In a headless UNIX environment, run the console version using the following command:

$ fsmon -console
ASTERIA Warp Framework Monitor 2012.0950
Copyright (C) 2002-2020 Asteria Corporation
All rights reserved.

##2020-02-20T20:20:20.202 JST##
         NAME          TOTL FREE QUEU RACC RWIN RWOT PMAX PMIN WPOL WRUN WDED
[AccessControl       ] 128M 122M
<                SOAP>              0    0    0    0    0    0    1    0    0
<              Engine>              0    0    0    0    0    0    1    0    0
[ManagementConsole   ] 128M 113M
<            MC-HTTPD>              0    0    0    0    0    0    8    0    0
[FlowService         ]   1G 888M
<  FlowService-Engine>              0    0    0    0    0    0   32    0    0
<FlowService-Engine-HighPriority>   0    0    0    0    0    0   32    0    0
<FlowService-Engine-Parallel>       0    0    0    0    0    0   32    0    0
<   FlowService-HTTPD>              0    0    0    0    0    0    8    0    0
<         Admin-HTTPD>              0    0    0    0    0    0    8    0    0
<      PollingService>              0    0    0    0    0    0    4    0    0
[Scheduler           ]  128M 98M
<                SOAP>              0    0    0    0    0    0    1    0    0
<              Engine>              0    0    0    0    0    0    1    0    0

The table contains the following process details:

TOTL The total memory available.
FREE The unused part of the total memory.
QUEU The number of requests waiting for processing.
RACC The number of requests accepted.
RWIN The number of threads that have started processing requests.
RWOT The number of threads that have completed processing requests.
PMAX The maximum time spent on processing one request, in milliseconds.
PMIN The minimum time spent on processing one request, in milliseconds.
WPOL The number of threads waiting for a request to come.
WRUN The number of running threads in the process.
WDED The number of threads that failed to complete processing within the configured timeout. If a thread completes processing and ends successfully, this value decreases.

Managing Threads

See below for more details on how to use the fields:

Managing Dead Threads

After the request finishes, a thread with a dead status is discarded. If a request doesn't finish, the dead thread decreases the number of active threads in the pool. For example, if there's one dead thread, there can be 31 active threads in the pool, by default. In the case that flow processing time is longer than the timeout value, measure the processing time of the flow, then set the timeout value to be longer than the flow's processing time. Or, increase the CPU performance to decrease the flow's processing time.

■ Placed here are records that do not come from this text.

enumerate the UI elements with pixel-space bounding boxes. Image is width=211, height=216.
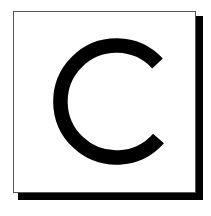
letter-c-icon <box>14 12 197 194</box>
letter-card[interactable]: C <box>13 11 196 193</box>
glyph-area: C <box>14 12 195 192</box>
canvas: C <box>0 0 211 216</box>
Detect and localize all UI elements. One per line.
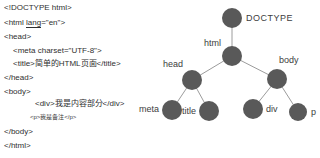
node-body-label: body [279, 55, 299, 65]
node-head-circle [182, 70, 202, 90]
node-doctype-circle [222, 8, 242, 28]
node-doctype-label: DOCTYPE [246, 13, 293, 23]
tree-graphic [0, 0, 320, 158]
node-title-label: title [182, 106, 196, 116]
node-html-label: html [204, 38, 221, 48]
node-p-label: p [311, 107, 316, 117]
node-div-circle [243, 99, 263, 119]
node-title-circle [199, 101, 219, 121]
node-head-label: head [163, 59, 183, 69]
node-html-circle [222, 46, 242, 66]
node-div-label: div [266, 104, 278, 114]
node-p-circle [289, 103, 307, 121]
dom-tree-diagram: <!DOCTYPE html> <html lang="en"> <head> … [0, 0, 320, 158]
node-meta-circle [162, 100, 182, 120]
node-meta-label: meta [139, 104, 159, 114]
node-body-circle [267, 69, 287, 89]
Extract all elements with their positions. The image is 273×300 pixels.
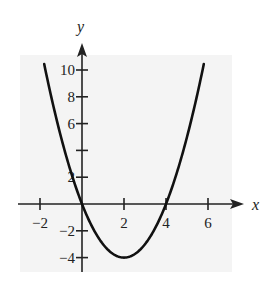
y-tick-label: −2	[59, 223, 75, 239]
y-tick-label: 6	[68, 116, 76, 132]
x-axis-label: x	[251, 196, 259, 213]
y-axis-label: y	[75, 18, 85, 36]
plot-background	[20, 55, 232, 272]
x-tick-label: 6	[204, 215, 212, 231]
x-tick-label: 2	[120, 215, 128, 231]
parabola-chart: −224610862−2−4 x y	[0, 0, 273, 300]
y-tick-label: 10	[60, 62, 75, 78]
y-tick-label: 8	[68, 89, 76, 105]
y-tick-label: −4	[59, 250, 75, 266]
x-tick-label: 4	[162, 215, 170, 231]
x-tick-label: −2	[32, 215, 48, 231]
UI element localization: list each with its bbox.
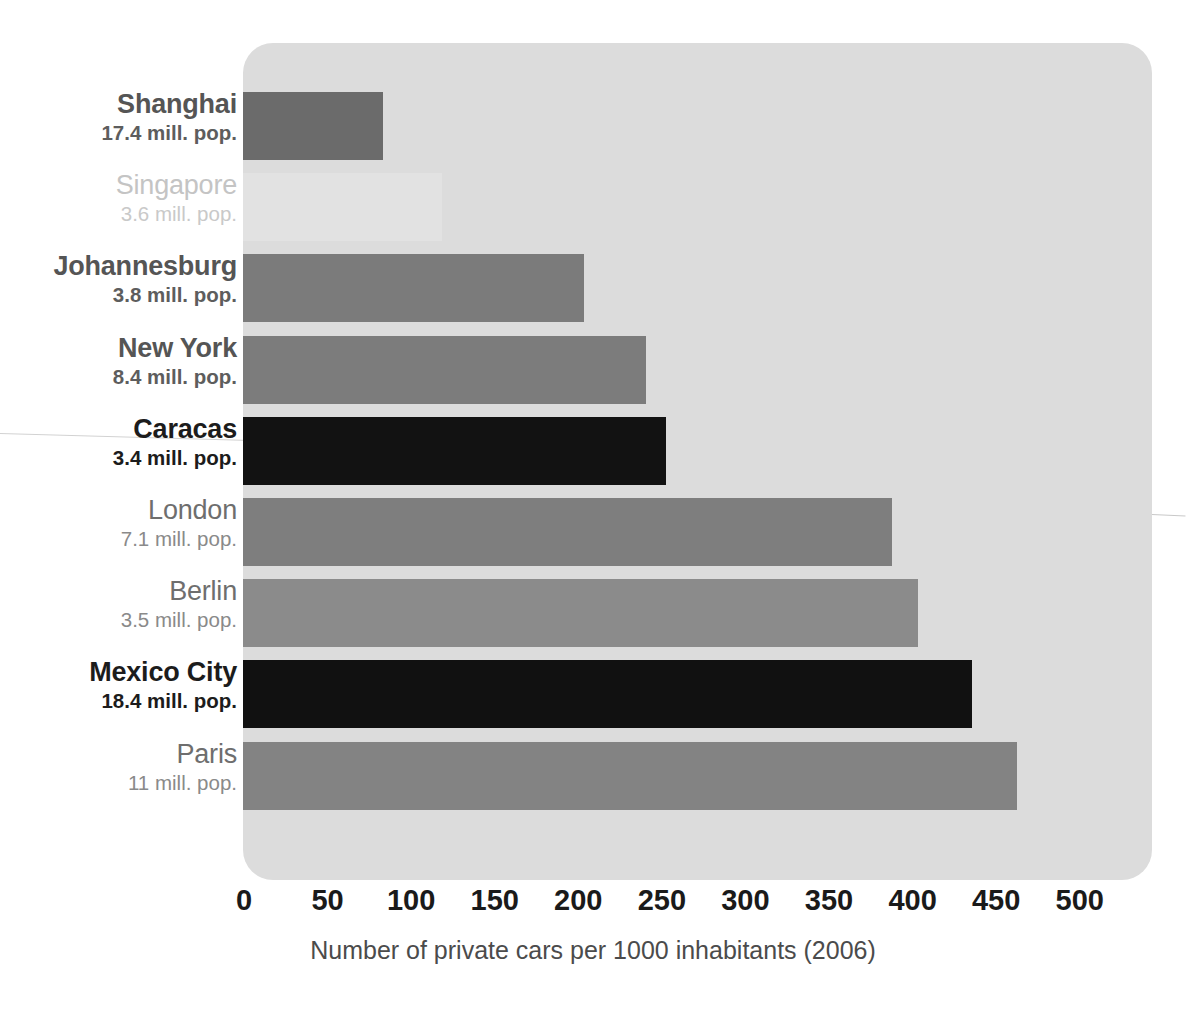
bar-row: Johannesburg3.8 mill. pop. [0, 254, 1186, 322]
bar-category-label: Shanghai17.4 mill. pop. [0, 91, 237, 144]
x-axis-tick-label: 150 [471, 884, 519, 917]
city-population: 17.4 mill. pop. [0, 123, 237, 144]
x-axis-tick-label: 300 [721, 884, 769, 917]
city-name: Caracas [0, 416, 237, 443]
city-population: 7.1 mill. pop. [0, 529, 237, 550]
bar-category-label: Paris11 mill. pop. [0, 741, 237, 794]
city-name: Singapore [0, 172, 237, 199]
city-population: 18.4 mill. pop. [0, 691, 237, 712]
bar [243, 173, 442, 241]
bar-category-label: London7.1 mill. pop. [0, 497, 237, 550]
bar [243, 92, 383, 160]
city-population: 3.6 mill. pop. [0, 204, 237, 225]
bar [243, 498, 892, 566]
bar-category-label: Caracas3.4 mill. pop. [0, 416, 237, 469]
bar-row: Mexico City18.4 mill. pop. [0, 660, 1186, 728]
bar-row: Berlin3.5 mill. pop. [0, 579, 1186, 647]
bar-rows-container: Shanghai17.4 mill. pop.Singapore3.6 mill… [0, 0, 1186, 1010]
bar-category-label: Mexico City18.4 mill. pop. [0, 659, 237, 712]
bar-row: Singapore3.6 mill. pop. [0, 173, 1186, 241]
city-population: 8.4 mill. pop. [0, 367, 237, 388]
x-axis-tick-label: 500 [1056, 884, 1104, 917]
bar-category-label: New York8.4 mill. pop. [0, 335, 237, 388]
bar [243, 417, 666, 485]
bar-row: New York8.4 mill. pop. [0, 336, 1186, 404]
city-population: 11 mill. pop. [0, 773, 237, 794]
bar-category-label: Johannesburg3.8 mill. pop. [0, 253, 237, 306]
bar-row: Caracas3.4 mill. pop. [0, 417, 1186, 485]
bar-row: Shanghai17.4 mill. pop. [0, 92, 1186, 160]
x-axis-tick-label: 100 [387, 884, 435, 917]
bar [243, 742, 1017, 810]
bar-category-label: Berlin3.5 mill. pop. [0, 578, 237, 631]
city-population: 3.5 mill. pop. [0, 610, 237, 631]
city-population: 3.8 mill. pop. [0, 285, 237, 306]
x-axis-tick-label: 400 [888, 884, 936, 917]
bar-row: London7.1 mill. pop. [0, 498, 1186, 566]
city-name: Berlin [0, 578, 237, 605]
bar-category-label: Singapore3.6 mill. pop. [0, 172, 237, 225]
x-axis-tick-label: 450 [972, 884, 1020, 917]
bar [243, 660, 972, 728]
city-name: London [0, 497, 237, 524]
x-axis-tick-label: 200 [554, 884, 602, 917]
city-name: Johannesburg [0, 253, 237, 280]
city-name: Paris [0, 741, 237, 768]
city-name: New York [0, 335, 237, 362]
bar [243, 579, 918, 647]
x-axis-tick-label: 250 [638, 884, 686, 917]
x-axis-tick-label: 350 [805, 884, 853, 917]
bar [243, 336, 646, 404]
x-axis-title: Number of private cars per 1000 inhabita… [0, 936, 1186, 965]
city-population: 3.4 mill. pop. [0, 448, 237, 469]
city-name: Mexico City [0, 659, 237, 686]
bar [243, 254, 584, 322]
x-axis-tick-label: 50 [311, 884, 343, 917]
x-axis-tick-label: 0 [236, 884, 252, 917]
city-name: Shanghai [0, 91, 237, 118]
bar-row: Paris11 mill. pop. [0, 742, 1186, 810]
x-axis: 050100150200250300350400450500 [0, 884, 1186, 922]
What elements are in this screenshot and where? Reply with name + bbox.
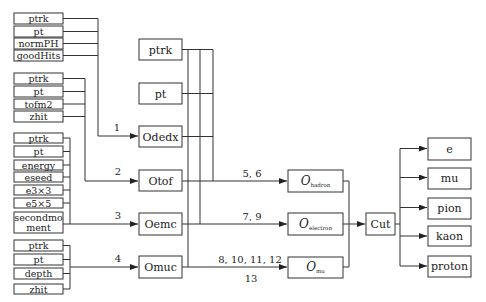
edge-label-electron: 7, 9	[242, 211, 261, 222]
connector-group-4	[63, 246, 138, 290]
edge-label-1: 1	[114, 122, 120, 133]
edge-label-mu-cont: 13	[245, 273, 258, 284]
input-label: pt	[34, 146, 44, 157]
input-label: energy	[22, 160, 56, 171]
input-label: ptrk	[28, 13, 48, 24]
detector-box-label: Odedx	[143, 131, 180, 144]
input-label: pt	[34, 86, 44, 97]
shared-box-label: ptrk	[149, 44, 173, 57]
output-label: proton	[431, 260, 468, 273]
input-label: ptrk	[28, 133, 48, 144]
merge-connector	[343, 181, 349, 267]
input-label: ptrk	[28, 73, 48, 84]
output-boxes: e mu pion kaon proton	[428, 138, 471, 277]
edge-label-hadron: 5, 6	[242, 168, 261, 179]
output-label: e	[446, 143, 453, 156]
input-label: goodHits	[17, 50, 61, 61]
combined-box-hadron	[288, 170, 343, 192]
edge-label-mu: 8, 10, 11, 12	[218, 254, 282, 265]
shared-variable-boxes: ptrk pt	[139, 39, 182, 104]
input-label: normPH	[18, 38, 58, 49]
detector-box-label: Oemc	[144, 218, 176, 231]
detector-boxes: Odedx Otof Oemc Omuc	[139, 126, 182, 278]
output-label: mu	[441, 172, 459, 185]
connector-group-2	[63, 79, 138, 182]
output-label: kaon	[436, 230, 463, 243]
fanout-trunk	[395, 149, 400, 267]
variable-bus-lines	[182, 50, 213, 268]
output-label: pion	[437, 202, 461, 215]
input-label: pt	[34, 26, 44, 37]
input-label: ment	[26, 222, 51, 233]
combined-boxes: Ohadron Oelectron Omu	[288, 170, 343, 278]
connector-group-1	[63, 19, 138, 137]
input-label: tofm2	[24, 99, 52, 110]
cut-box-label: Cut	[371, 218, 392, 231]
edge-label-2: 2	[115, 166, 121, 177]
input-label: pt	[34, 254, 44, 265]
input-label: ptrk	[28, 240, 48, 251]
detector-box-label: Omuc	[144, 261, 177, 274]
detector-box-label: Otof	[148, 175, 173, 188]
input-group-4: ptrk pt depth zhit 4	[14, 240, 138, 295]
input-label: e3×3	[26, 185, 52, 196]
input-label: zhit	[30, 284, 48, 295]
combined-box-electron	[288, 213, 343, 235]
input-label: zhit	[30, 111, 48, 122]
edge-label-4: 4	[115, 253, 121, 264]
input-label: eseed	[25, 172, 53, 183]
edge-label-3: 3	[115, 210, 121, 221]
input-group-3: ptrk pt energy eseed e3×3 e5×5 secondmo …	[14, 133, 138, 234]
input-label: depth	[25, 268, 53, 279]
particle-id-flow-diagram: ptrk pt normPH goodHits 1 ptrk pt tofm2 …	[0, 0, 486, 302]
input-label: e5×5	[26, 198, 52, 209]
shared-box-label: pt	[155, 88, 167, 101]
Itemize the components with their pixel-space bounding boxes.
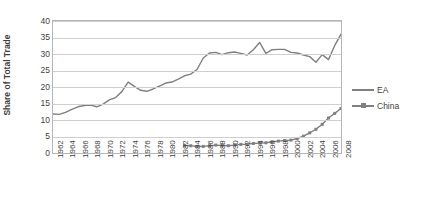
x-tick-label: 1978	[157, 140, 165, 158]
x-tick-label: 1998	[282, 140, 290, 158]
y-tick-label: 30	[26, 50, 50, 59]
series-marker-china	[227, 144, 230, 147]
gridline	[53, 38, 341, 39]
y-tick-label: 5	[26, 132, 50, 141]
y-tick-label: 35	[26, 33, 50, 42]
y-tick-label: 20	[26, 83, 50, 92]
legend-line-icon-0	[352, 85, 374, 95]
x-tick-label: 1986	[207, 140, 215, 158]
x-axis-tick-labels: 1962196419661968197019721974197619781980…	[0, 156, 432, 202]
legend-line-marker-icon-1	[352, 101, 374, 111]
y-axis-label: Share of Total Trade	[2, 0, 16, 150]
legend-item-1[interactable]: China	[352, 98, 430, 114]
x-tick-label: 1974	[132, 140, 140, 158]
series-marker-china	[252, 142, 255, 145]
gridline	[53, 21, 341, 22]
gridline	[53, 104, 341, 105]
x-tick-label: 1992	[244, 140, 252, 158]
y-tick-label: 40	[26, 17, 50, 26]
line-chart: Share of Total Trade 0510152025303540 19…	[0, 0, 432, 202]
series-marker-china	[202, 145, 205, 148]
x-tick-label: 1982	[182, 140, 190, 158]
x-tick-label: 1984	[194, 140, 202, 158]
series-marker-china	[308, 131, 311, 134]
x-tick-label: 1988	[219, 140, 227, 158]
x-tick-label: 1996	[269, 140, 277, 158]
x-tick-label: 1980	[169, 140, 177, 158]
x-tick-label: 1968	[94, 140, 102, 158]
y-tick-label: 15	[26, 99, 50, 108]
x-tick-label: 1990	[232, 140, 240, 158]
series-marker-china	[340, 107, 342, 110]
series-line-ea	[53, 34, 341, 114]
legend-item-0[interactable]: EA	[352, 82, 430, 98]
plot-area	[52, 20, 342, 154]
series-marker-china	[333, 112, 336, 115]
series-marker-china	[321, 123, 324, 126]
y-tick-label: 10	[26, 116, 50, 125]
gridline	[53, 54, 341, 55]
x-tick-label: 2008	[345, 140, 353, 158]
gridline	[53, 71, 341, 72]
x-tick-label: 1970	[107, 140, 115, 158]
x-tick-label: 1966	[82, 140, 90, 158]
x-tick-label: 2002	[307, 140, 315, 158]
x-tick-label: 2006	[332, 140, 340, 158]
x-tick-label: 1962	[57, 140, 65, 158]
gridline	[53, 87, 341, 88]
series-marker-china	[277, 140, 280, 143]
y-tick-label: 25	[26, 66, 50, 75]
x-tick-label: 1964	[69, 140, 77, 158]
x-tick-label: 1994	[257, 140, 265, 158]
chart-legend: EA China	[352, 82, 430, 118]
legend-label-1: China	[377, 101, 399, 111]
x-tick-label: 2004	[319, 140, 327, 158]
series-marker-china	[314, 128, 317, 131]
x-tick-label: 2000	[294, 140, 302, 158]
x-tick-label: 1976	[144, 140, 152, 158]
gridline	[53, 120, 341, 121]
x-tick-label: 1972	[119, 140, 127, 158]
gridline	[53, 137, 341, 138]
legend-label-0: EA	[377, 85, 388, 95]
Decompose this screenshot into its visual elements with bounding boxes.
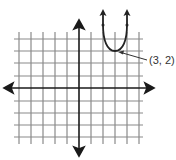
annotation-leader-line (121, 53, 147, 61)
x-axis-left-arrow-icon (4, 83, 13, 93)
parabola-arrows (100, 9, 131, 27)
curve-point-dot (126, 24, 129, 27)
x-axis-right-arrow-icon (145, 83, 154, 93)
y-axis-up-arrow-icon (74, 20, 84, 29)
vertex-label: (3, 2) (149, 54, 175, 66)
curve-point-dot (102, 24, 105, 27)
coordinate-plane: (3, 2) (0, 0, 176, 160)
y-axis-down-arrow-icon (74, 147, 84, 156)
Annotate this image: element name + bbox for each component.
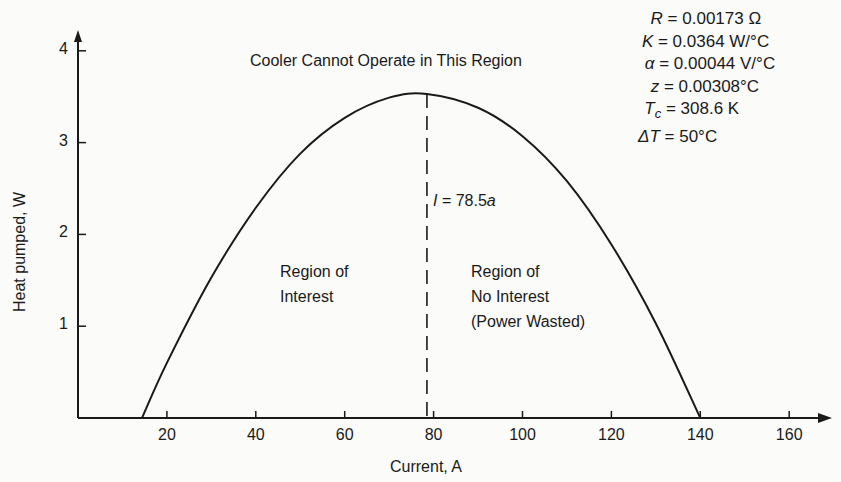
- y-tick-label: 4: [48, 40, 68, 58]
- x-tick-label: 20: [158, 426, 176, 444]
- peak-current-label: I = 78.5a: [433, 191, 496, 210]
- region-no-interest-line3: (Power Wasted): [471, 309, 585, 334]
- peak-current-eq: = 78.5: [437, 192, 486, 209]
- region-interest-line1: Region of: [280, 259, 349, 284]
- param-r: R = 0.00173 Ω: [638, 8, 761, 31]
- region-interest-line2: Interest: [280, 284, 349, 309]
- param-z: z = 0.00308°C: [638, 76, 759, 99]
- param-r-symbol: R: [651, 9, 663, 28]
- x-tick-label: 80: [425, 426, 443, 444]
- x-tick-label: 160: [776, 426, 803, 444]
- param-alpha-symbol: α: [645, 54, 655, 73]
- y-axis-label: Heat pumped, W: [11, 192, 29, 312]
- x-tick-label: 60: [336, 426, 354, 444]
- y-axis-arrow-icon: [74, 30, 82, 42]
- y-tick-label: 1: [48, 315, 68, 333]
- param-dt-value: = 50°C: [660, 127, 717, 146]
- heat-pumped-curve: [142, 93, 700, 418]
- x-tick-label: 140: [687, 426, 714, 444]
- x-axis: [78, 411, 832, 423]
- annotation-region-of-interest: Region of Interest: [280, 259, 349, 309]
- x-tick-label: 40: [247, 426, 265, 444]
- y-tick-label: 2: [48, 223, 68, 241]
- param-dt: ΔT = 50°C: [638, 126, 717, 149]
- x-tick-label: 120: [598, 426, 625, 444]
- param-dt-symbol: ΔT: [638, 127, 660, 146]
- param-z-value: = 0.00308°C: [659, 77, 759, 96]
- param-tc-symbol: T: [644, 99, 654, 118]
- param-r-value: = 0.00173 Ω: [663, 9, 761, 28]
- region-no-interest-line2: No Interest: [471, 284, 585, 309]
- param-k: K = 0.0364 W/°C: [638, 31, 769, 54]
- param-alpha: α = 0.00044 V/°C: [638, 53, 775, 76]
- x-axis-arrow-icon: [818, 413, 832, 423]
- param-k-symbol: K: [642, 32, 653, 51]
- param-tc-value: = 308.6 K: [661, 99, 739, 118]
- annotation-region-no-interest: Region of No Interest (Power Wasted): [471, 259, 585, 334]
- y-tick-label: 3: [48, 132, 68, 150]
- x-tick-label: 100: [509, 426, 536, 444]
- peak-current-unit: a: [487, 192, 496, 209]
- parameter-list: R = 0.00173 Ω K = 0.0364 W/°C α = 0.0004…: [638, 8, 769, 148]
- annotation-cannot-operate: Cooler Cannot Operate in This Region: [250, 51, 522, 70]
- region-no-interest-line1: Region of: [471, 259, 585, 284]
- x-axis-label: Current, A: [390, 457, 462, 476]
- param-z-symbol: z: [651, 77, 660, 96]
- param-tc: Tc = 308.6 K: [638, 98, 739, 126]
- param-alpha-value: = 0.00044 V/°C: [654, 54, 775, 73]
- y-axis: [74, 30, 86, 418]
- param-k-value: = 0.0364 W/°C: [653, 32, 769, 51]
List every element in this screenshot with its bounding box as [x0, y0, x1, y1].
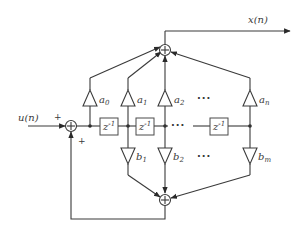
delay-block-2: z-1	[136, 118, 154, 135]
gain-b2: b2	[158, 126, 184, 193]
svg-text:an: an	[259, 94, 270, 107]
output-label: x(n)	[248, 14, 268, 25]
gain-a0: a0	[83, 47, 160, 126]
feedback-ellipsis: ···	[197, 151, 211, 162]
input-summing-junction	[66, 121, 77, 132]
svg-text:b1: b1	[136, 151, 147, 164]
svg-text:a0: a0	[99, 94, 110, 107]
svg-text:bm: bm	[258, 151, 271, 164]
iir-filter-diagram: u(n) + + ··· z-1 z-1 z-1 a0	[0, 0, 306, 232]
gain-b1: b1	[121, 126, 160, 197]
gain-a1: a1	[121, 52, 161, 126]
delay-block-1: z-1	[100, 118, 118, 135]
gain-a2: a2	[158, 56, 185, 126]
svg-text:b2: b2	[173, 151, 184, 164]
feedforward-ellipsis: ···	[197, 93, 211, 104]
feedback-summing-junction	[160, 195, 171, 206]
delay-block-n: z-1	[210, 118, 228, 135]
input-sum-sign-bottom: +	[78, 136, 86, 146]
svg-text:a1: a1	[137, 94, 147, 107]
output-summing-junction	[160, 45, 171, 56]
input-sum-sign-top: +	[54, 112, 62, 122]
gain-bm: bm	[171, 126, 271, 198]
input-label: u(n)	[18, 112, 39, 123]
gain-an: an	[171, 52, 270, 126]
svg-text:a2: a2	[174, 94, 185, 107]
delay-ellipsis: ···	[171, 120, 185, 131]
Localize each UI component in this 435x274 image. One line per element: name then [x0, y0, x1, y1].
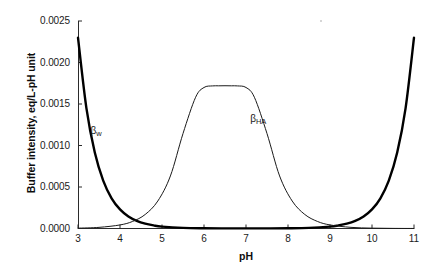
x-tick-label-8: 8 — [278, 233, 298, 244]
x-tick-label-5: 5 — [152, 233, 172, 244]
y-tick-label-0.0000: 0.0000 — [18, 223, 70, 234]
series-label-subscript: HA — [256, 117, 266, 126]
x-tick-label-10: 10 — [362, 233, 382, 244]
x-tick-label-9: 9 — [320, 233, 340, 244]
x-tick-label-11: 11 — [404, 233, 424, 244]
x-tick-label-3: 3 — [68, 233, 88, 244]
x-axis-title: pH — [196, 250, 296, 262]
series-line-beta-w — [78, 38, 414, 229]
series-label-βw: βw — [91, 125, 102, 136]
series-label-subscript: w — [96, 129, 101, 138]
x-tick-label-4: 4 — [110, 233, 130, 244]
series-label-βHA: βHA — [250, 113, 266, 124]
buffer-intensity-chart: 0.00000.00050.00100.00150.00200.0025 345… — [0, 0, 435, 274]
y-axis-title: Buffer intensity, eq/L-pH unit — [25, 33, 37, 213]
x-tick-label-7: 7 — [236, 233, 256, 244]
axis-lines — [78, 21, 414, 229]
series-line-beta-ha — [78, 86, 414, 229]
y-tick-label-0.0025: 0.0025 — [18, 15, 70, 26]
x-tick-label-6: 6 — [194, 233, 214, 244]
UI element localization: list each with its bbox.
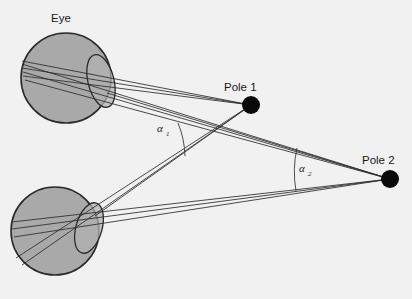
- alpha-1-subscript: 1: [166, 130, 170, 138]
- pole-1-label: Pole 1: [224, 81, 257, 93]
- diagram-canvas: Eye Pole 1 Pole 2 α 1 α 2: [0, 0, 412, 299]
- alpha-1-label: α: [157, 122, 163, 134]
- optics-diagram: Eye Pole 1 Pole 2 α 1 α 2: [0, 0, 412, 299]
- alpha-2-label: α: [299, 162, 305, 174]
- pole-2-label: Pole 2: [362, 154, 395, 166]
- pole-1-dot: [242, 96, 260, 114]
- alpha-2-subscript: 2: [308, 170, 312, 178]
- pole-2-dot: [381, 170, 399, 188]
- eye-label: Eye: [51, 12, 71, 24]
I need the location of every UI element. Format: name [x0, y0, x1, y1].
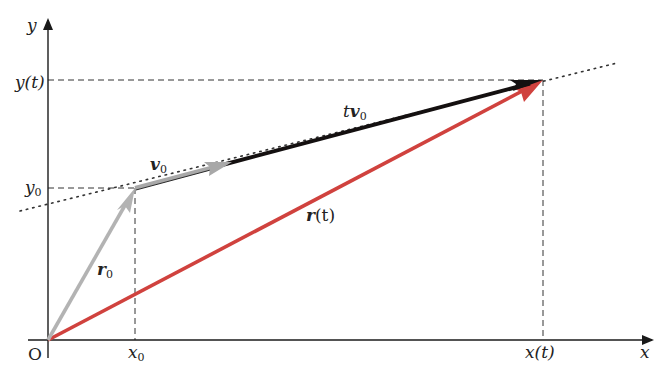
x-axis-label: x: [640, 342, 650, 362]
r0-arrowhead-icon: [117, 188, 135, 213]
tv0-label: tv0: [343, 101, 367, 123]
y-axis-label: y: [26, 15, 37, 35]
tv0-vector: [222, 80, 543, 165]
yt-tick-label: y(t): [14, 72, 45, 92]
origin-label: O: [28, 344, 42, 364]
r0-label: r0: [97, 259, 113, 281]
v0-label: v0: [150, 154, 167, 176]
xt-tick-label: x(t): [525, 342, 555, 362]
y0-tick-label: y0: [24, 177, 42, 199]
rt-label: r(t): [306, 205, 335, 225]
axes: [28, 20, 652, 358]
kinematics-diagram: y x O y(t) y0 x0 x(t) v0 tv0 r(t) r0: [0, 0, 668, 384]
x0-tick-label: x0: [128, 342, 145, 364]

Take care that the dead thread count doesn't reach the max thread count -- in this scenario, the Flow Service seems to have stopped.

Managing the Queue Size

If the queue size is high, the backlog of requests signals that there's too much load on the worker threads. Consider increasing the thread number or increasing the CPU.

Options

You can specify the following options:

Function Menu Option in the GUI Command-Line Option
Start in console mode. None. -console
Specify a process to filter the output. Tools > Log Process -process
For example: -process:FlowService
You can specify multiple processes in a colon-separated list.
Specify the update interval, in seconds.
The default interval is 2 seconds.
Tools > Interval Setting -interval
For example: -interval:1
Output to a log file Tools > Log Record -log
For example: -log:filename
Note that the path is relative to [INSTALL_DIR]/server, if you specify a relative path.
Select the fields to output to the log file. Tools > Log Contents None.